I'm also being told that one senior executive at a breakaway club feels he was totally sidelined by his owner. The executive was appalled when he saw what his owner had signed up to and spent Tuesday frantically trying to obtain information and clarification from the owner.
If he had known, he'd have tried to his best to try and stop it. Once he realised what was actually happening and read some of the details, he spent a lot of time frantically trying to get in touch with his owner.
The six clubs were shocked and taken aback by the universal global negative reaction. They were expecting a backlash but nothing on the scale which materialised.
The clubs who weren't the ringleaders had been told that there would be a professional and effective communications strategy but the deafening silence made them feel like they had been hung out to dry.
When Sky Sports News reported on Tuesday morning that some of the clubs were starting to have doubts, the ESL organised for journalists to be briefed that the six English clubs were still unified in their desire to break away.
One senior executive at a breakaway club says: "It has been two days of complete madness and for what? It has destroyed our reputation".
Another executive was scathing about the owner of his club: He told me, "he came to watch a game and I was sitting next to him in the directors' box. He didn't know what colour shirt we were playing in. He had to ask me which team we were".
The vast majority of the players, managers, executives and staff at the six breakaway clubs were opposed to the ESL and had been kept totally in the dark about it.
A lot of people in this country criticise UEFA but what I would say is they represent 55 European countries - it doesn't just represent the interest of English football and all the big Premier League clubs. If you're a football supporter in Slovenia, why shouldn't the Slovenian champions be in the Champions League?
Ajax - who've won it four times - why should they not be in the Champions League? So I would ask people to stop criticising UEFA so much and bear in mind that they are representing not just England but 54 other countries. Each country has different concerns and priorities.
UEFA do get a lot of things wrong but also they've got a lot of things right. These people need to remember what the game is about.

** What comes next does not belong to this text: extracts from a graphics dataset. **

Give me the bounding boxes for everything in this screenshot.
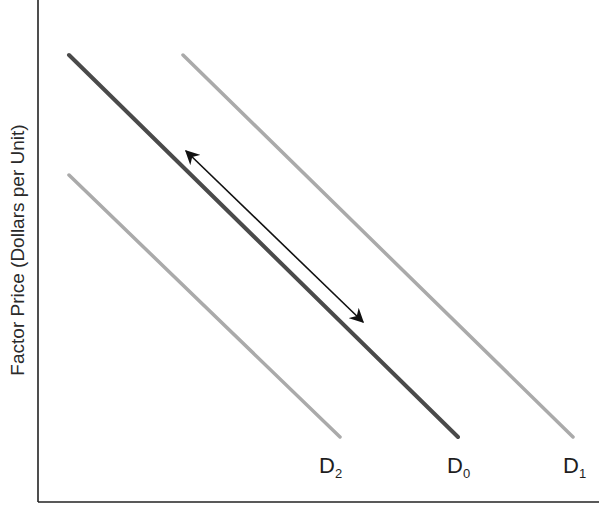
demand-curve-d2 — [69, 175, 340, 437]
label-d1-subscript: 1 — [579, 466, 586, 481]
demand-curve-d0 — [69, 55, 458, 437]
label-d0: D0 — [447, 455, 470, 480]
label-d0-subscript: 0 — [463, 466, 470, 481]
label-d2-subscript: 2 — [335, 466, 342, 481]
label-d0-letter: D — [447, 453, 463, 478]
label-d1: D1 — [563, 455, 586, 480]
label-d2: D2 — [319, 455, 342, 480]
demand-curve-d1 — [183, 55, 573, 437]
label-d1-letter: D — [563, 453, 579, 478]
demand-shift-diagram — [0, 0, 599, 512]
y-axis-label: Factor Price (Dollars per Unit) — [7, 124, 29, 375]
movement-arrow-icon — [186, 151, 363, 322]
label-d2-letter: D — [319, 453, 335, 478]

The owners of some of these breakaway clubs have had a real rude awakening. They have just discovered that they are not as powerful as they thought they were. What's worse for them is, one, the crazy scheme is not working, it's dead, it's finished.
Secondly, the Government is now involved. It is looking into football and there are going to be big changes. There's going to be legislation and there could well be an independent regulator to make sure this doesn't happen ever again.
All these dreams they had of setting up a closed league and making billions of pounds selling the TV rights so that people in the Far East and all over the world can watch their games... if the Government gets involved, there's a good chance that is never going to happen.
Legislation will be coming soon, because as far as the Government is concerned, football cannot be run by people who know the price of everything and the value of nothing. Certainly not the value of English football, our culture and our history.
High-powered, heavily-funded and years in the making, it lasted barely two days.
In a podcast special, Jasper Taylor is joined by Gerard Brand and Ron Walker to discuss the rapid break-up of the breakaway European Super League.
The panel discuss why football is more than just a business or entertainment sport, how this was a fan victory we should celebrate, and what the future holds for football.
We also hear from Gary Neville, Jamie Carragher, Kaveh Solhekol and Bryan Swanson on another monumental 48 hours.